Harsh Review of Restoration in Everglades
MIAMI — The eight-year-old, multibillion-dollar effort to rescue the Everglades has failed to halt the wetlands’ decline because of bureaucratic delays, a lack of financing from Congress and overdevelopment, according to a new report.
The 287-page study by the National Research Council, a biennial review required by Congress, warned that South Florida’s stunning river of grass was quickly reaching a point of no return. Without “near term progress,” the report said, more species will die off “and the Everglades ecosystem may experience irreversible losses to its character and functioning.”
William L. Graf, chairman of the committee that wrote the report, put it more simply. “There is no other place like this,” Mr. Graf said. “It’s existed for 5,000 years this way, and we’re in danger of losing it for our kids and their kids.”
The harsh review of the federal effort, known as the Comprehensive Everglades Restoration Plan, or CERP, comes in the midst of what could be a major shake-up. Florida is negotiating a proposed $1.75 billion purchase of nearly 300 square miles of farmland from the United States Sugar Corporation to add storage space for millions of gallons of water south of Lake Okeechobee.
The plan, which is expected to be finalized by the end of the year, was praised by the National Research Council. But with the acquisition’s impact at least a decade away, the report’s authors concluded that it would not be a panacea.
“The bottom line,” said Mr. Graf, a professor of geology at the University of South Carolina, “is I don’t think we can wait and see what happens.”
He emphasized that there were larger problems that needed to be fixed. Money remains the most obvious. The restoration plan, finalized in 2000, made the federal government and Florida equal partners, but Congress has failed to match the state’s commitment of more than $2 billion.
Behind the shortfall, the report found, is a planning and appropriations process that requires the Army Corps of Engineers to show the benefits of each project individually, making it difficult to get money for the interconnected plumbing and environmental components of the Everglades effort.
Mr. Graf said progress could be forthcoming because the corps and Congress seemed open to rewriting the rules so projects could be clustered. And an amendment in the stopgap spending measure the House passed last week could, 19 years after Congress approved it, create a $225 million, one-mile bridge on the Tamiami Trail to let water flow south toward Florida Bay, alleviating a significant clog.
By Damien Cave, New York Times, Sept. 29. 2008.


- PROBLEM: Pick out the lines in the listing below that contain the word "type" and copy them.
═══ THE DATA
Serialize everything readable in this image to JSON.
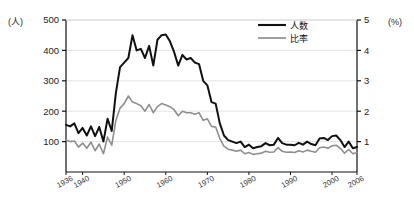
{
  "chart_data": {
    "type": "line",
    "title": "",
    "subtitle": "",
    "xlabel": "",
    "ylabel": "(人)",
    "y2label": "(%)",
    "xlim": [
      1936,
      2006
    ],
    "ylim": [
      0,
      500
    ],
    "y2lim": [
      0,
      5
    ],
    "grid": true,
    "legend_position": "top-right",
    "yticks": [
      100,
      200,
      300,
      400,
      500
    ],
    "ytick_labels": [
      "100",
      "200",
      "300",
      "400",
      "500"
    ],
    "y2ticks": [
      1,
      2,
      3,
      4,
      5
    ],
    "y2tick_labels": [
      "1",
      "2",
      "3",
      "4",
      "5"
    ],
    "xticks": [
      1936,
      1940,
      1950,
      1960,
      1970,
      1980,
      1990,
      2000,
      2006
    ],
    "xtick_labels": [
      "1936",
      "1940",
      "1950",
      "1960",
      "1970",
      "1980",
      "1990",
      "2000",
      "2006"
    ],
    "legend": [
      {
        "name": "人数",
        "color": "#111111",
        "width": 2.1
      },
      {
        "name": "比率",
        "color": "#8f8f8f",
        "width": 1.7
      }
    ],
    "x": [
      1936,
      1937,
      1938,
      1939,
      1940,
      1941,
      1942,
      1943,
      1944,
      1945,
      1946,
      1947,
      1948,
      1949,
      1950,
      1951,
      1952,
      1953,
      1954,
      1955,
      1956,
      1957,
      1958,
      1959,
      1960,
      1961,
      1962,
      1963,
      1964,
      1965,
      1966,
      1967,
      1968,
      1969,
      1970,
      1971,
      1972,
      1973,
      1974,
      1975,
      1976,
      1977,
      1978,
      1979,
      1980,
      1981,
      1982,
      1983,
      1984,
      1985,
      1986,
      1987,
      1988,
      1989,
      1990,
      1991,
      1992,
      1993,
      1994,
      1995,
      1996,
      1997,
      1998,
      1999,
      2000,
      2001,
      2002,
      2003,
      2004,
      2005,
      2006
    ],
    "series": [
      {
        "name": "人数",
        "color": "#111111",
        "axis": "left",
        "unit": "人",
        "values": [
          155,
          150,
          160,
          128,
          145,
          120,
          150,
          118,
          148,
          100,
          175,
          135,
          260,
          345,
          360,
          375,
          450,
          400,
          405,
          375,
          415,
          350,
          435,
          450,
          452,
          430,
          395,
          350,
          385,
          370,
          375,
          360,
          355,
          300,
          285,
          230,
          225,
          160,
          120,
          105,
          100,
          95,
          100,
          82,
          90,
          78,
          82,
          85,
          95,
          88,
          90,
          112,
          95,
          90,
          90,
          88,
          96,
          90,
          100,
          92,
          88,
          110,
          112,
          105,
          118,
          120,
          105,
          82,
          100,
          78,
          82
        ]
      },
      {
        "name": "比率",
        "color": "#8f8f8f",
        "axis": "right",
        "unit": "%",
        "values": [
          105,
          100,
          102,
          82,
          95,
          78,
          98,
          70,
          92,
          60,
          115,
          88,
          170,
          210,
          225,
          250,
          230,
          225,
          218,
          200,
          222,
          195,
          215,
          225,
          220,
          215,
          205,
          185,
          200,
          195,
          195,
          190,
          195,
          170,
          175,
          150,
          148,
          110,
          85,
          75,
          72,
          68,
          72,
          60,
          64,
          58,
          60,
          62,
          68,
          65,
          66,
          80,
          68,
          65,
          66,
          64,
          70,
          66,
          72,
          68,
          65,
          80,
          82,
          78,
          86,
          88,
          78,
          62,
          74,
          60,
          64
        ]
      }
    ]
  }
}
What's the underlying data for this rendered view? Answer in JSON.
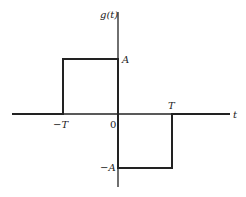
{
  "diagram": {
    "type": "signal-waveform",
    "function_label": "g(t)",
    "x_axis_label": "t",
    "labels": {
      "amplitude_pos": "A",
      "amplitude_neg": "−A",
      "time_neg": "−T",
      "origin": "0",
      "time_pos": "T"
    },
    "segments": [
      {
        "t_start": "-inf",
        "t_end": "-T",
        "value": "0"
      },
      {
        "t_start": "-T",
        "t_end": "0",
        "value": "A"
      },
      {
        "t_start": "0",
        "t_end": "T",
        "value": "-A"
      },
      {
        "t_start": "T",
        "t_end": "inf",
        "value": "0"
      }
    ],
    "colors": {
      "line": "#222222",
      "background": "#ffffff"
    }
  }
}
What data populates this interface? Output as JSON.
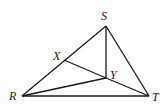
{
  "diagram": {
    "type": "geometry-triangle",
    "points": {
      "S": {
        "label": "S",
        "x": 106,
        "y": 26,
        "lx": 101,
        "ly": 20
      },
      "R": {
        "label": "R",
        "x": 22,
        "y": 96,
        "lx": 9,
        "ly": 100
      },
      "T": {
        "label": "T",
        "x": 149,
        "y": 96,
        "lx": 152,
        "ly": 101
      },
      "X": {
        "label": "X",
        "x": 64,
        "y": 60,
        "lx": 53,
        "ly": 60
      },
      "Y": {
        "label": "Y",
        "x": 106,
        "y": 78,
        "lx": 110,
        "ly": 79
      }
    },
    "segments": [
      [
        "S",
        "R"
      ],
      [
        "S",
        "T"
      ],
      [
        "R",
        "T"
      ],
      [
        "S",
        "Y"
      ],
      [
        "X",
        "Y"
      ],
      [
        "Y",
        "T"
      ],
      [
        "R",
        "Y"
      ]
    ],
    "stroke_color": "#1a1a1a"
  }
}
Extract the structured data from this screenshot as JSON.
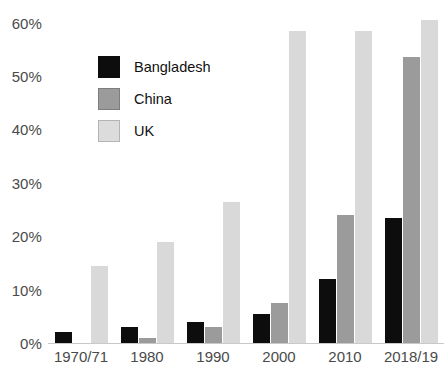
{
  "chart_data": {
    "type": "bar",
    "title": "",
    "subtitle": "",
    "xlabel": "",
    "ylabel": "",
    "categories": [
      "1970/71",
      "1980",
      "1990",
      "2000",
      "2010",
      "2018/19"
    ],
    "series": [
      {
        "name": "Bangladesh",
        "color": "#0d0d0d",
        "values": [
          2.0,
          3.0,
          4.0,
          5.5,
          12.0,
          23.5
        ]
      },
      {
        "name": "China",
        "color": "#9b9b9b",
        "values": [
          0.0,
          1.0,
          3.0,
          7.5,
          24.0,
          53.5
        ]
      },
      {
        "name": "UK",
        "color": "#d9d9d9",
        "values": [
          14.5,
          19.0,
          26.5,
          58.5,
          58.5,
          60.5
        ]
      }
    ],
    "ylim": [
      0,
      62
    ],
    "y_ticks": [
      0,
      10,
      20,
      30,
      40,
      50,
      60
    ],
    "y_tick_labels": [
      "0%",
      "10%",
      "20%",
      "30%",
      "40%",
      "50%",
      "60%"
    ],
    "grid": false,
    "legend_position": "upper-left-inside",
    "value_suffix": "%"
  },
  "legend": {
    "entries": [
      {
        "label": "Bangladesh",
        "swatch": "black-square"
      },
      {
        "label": "China",
        "swatch": "gray-square"
      },
      {
        "label": "UK",
        "swatch": "light-gray-square"
      }
    ]
  }
}
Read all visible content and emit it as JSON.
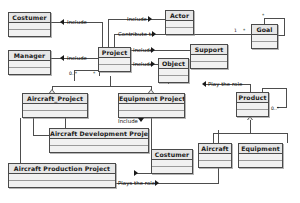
{
  "diagram": {
    "type": "uml-class-diagram",
    "background_color": "#ffffff",
    "box_fill_color": "#ededed",
    "line_color": "#4d4d4d"
  },
  "classes": [
    {
      "id": "costumer_top",
      "name": "Costumer"
    },
    {
      "id": "manager",
      "name": "Manager"
    },
    {
      "id": "project",
      "name": "Project"
    },
    {
      "id": "actor",
      "name": "Actor"
    },
    {
      "id": "goal",
      "name": "Goal"
    },
    {
      "id": "support",
      "name": "Support"
    },
    {
      "id": "object",
      "name": "Object"
    },
    {
      "id": "aircraft_project",
      "name": "Aircraft_Project"
    },
    {
      "id": "equipment_project",
      "name": "Equipment Project"
    },
    {
      "id": "product",
      "name": "Product"
    },
    {
      "id": "acft_dev",
      "name": "Aircraft Development Project"
    },
    {
      "id": "costumer_bottom",
      "name": "Costumer"
    },
    {
      "id": "aircraft",
      "name": "Aircraft"
    },
    {
      "id": "equipment",
      "name": "Equipment"
    },
    {
      "id": "acft_prod",
      "name": "Aircraft Production Project"
    }
  ],
  "relationship_labels": {
    "include_costumer": "Include",
    "include_manager": "Include",
    "include_actor": "Include",
    "contribute_to": "Contribute to",
    "include_support": "Include",
    "include_object": "Include",
    "play_the_role": "Play the role",
    "include_costumer_bottom": "Include",
    "plays_the_role": "Plays the role"
  },
  "multiplicities": {
    "goal_self_top": "*",
    "goal_left_one": "1",
    "goal_left_star": "*",
    "product_self": "0..*",
    "project_self_left": "0..*",
    "project_self_right": "*"
  }
}
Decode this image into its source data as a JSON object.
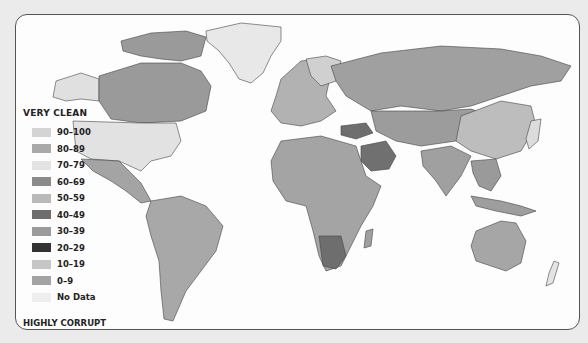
{
  "map": {
    "type": "choropleth-world",
    "legend": {
      "top_label": "VERY CLEAN",
      "bottom_label": "HIGHLY CORRUPT",
      "items": [
        {
          "label": "90–100",
          "color": "#d4d4d4"
        },
        {
          "label": "80–89",
          "color": "#a9a9a9"
        },
        {
          "label": "70–79",
          "color": "#e3e3e3"
        },
        {
          "label": "60–69",
          "color": "#8a8a8a"
        },
        {
          "label": "50–59",
          "color": "#b9b9b9"
        },
        {
          "label": "40–49",
          "color": "#6e6e6e"
        },
        {
          "label": "30–39",
          "color": "#9b9b9b"
        },
        {
          "label": "20–29",
          "color": "#333333"
        },
        {
          "label": "10–19",
          "color": "#c6c6c6"
        },
        {
          "label": "0–9",
          "color": "#a3a3a3"
        },
        {
          "label": "No Data",
          "color": "#eeeeee"
        }
      ]
    },
    "colors": {
      "background": "#ebebeb",
      "ocean": "#fdfdfd",
      "border": "#555555"
    }
  }
}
══════
- RESULT OF THE TASK:
    "type": "line",
    "type": "signal-waveform",
    "type": "geometry-triangle",
    "type": "bar",
    "type": "uml-class-diagram",
    "type": "choropleth-world",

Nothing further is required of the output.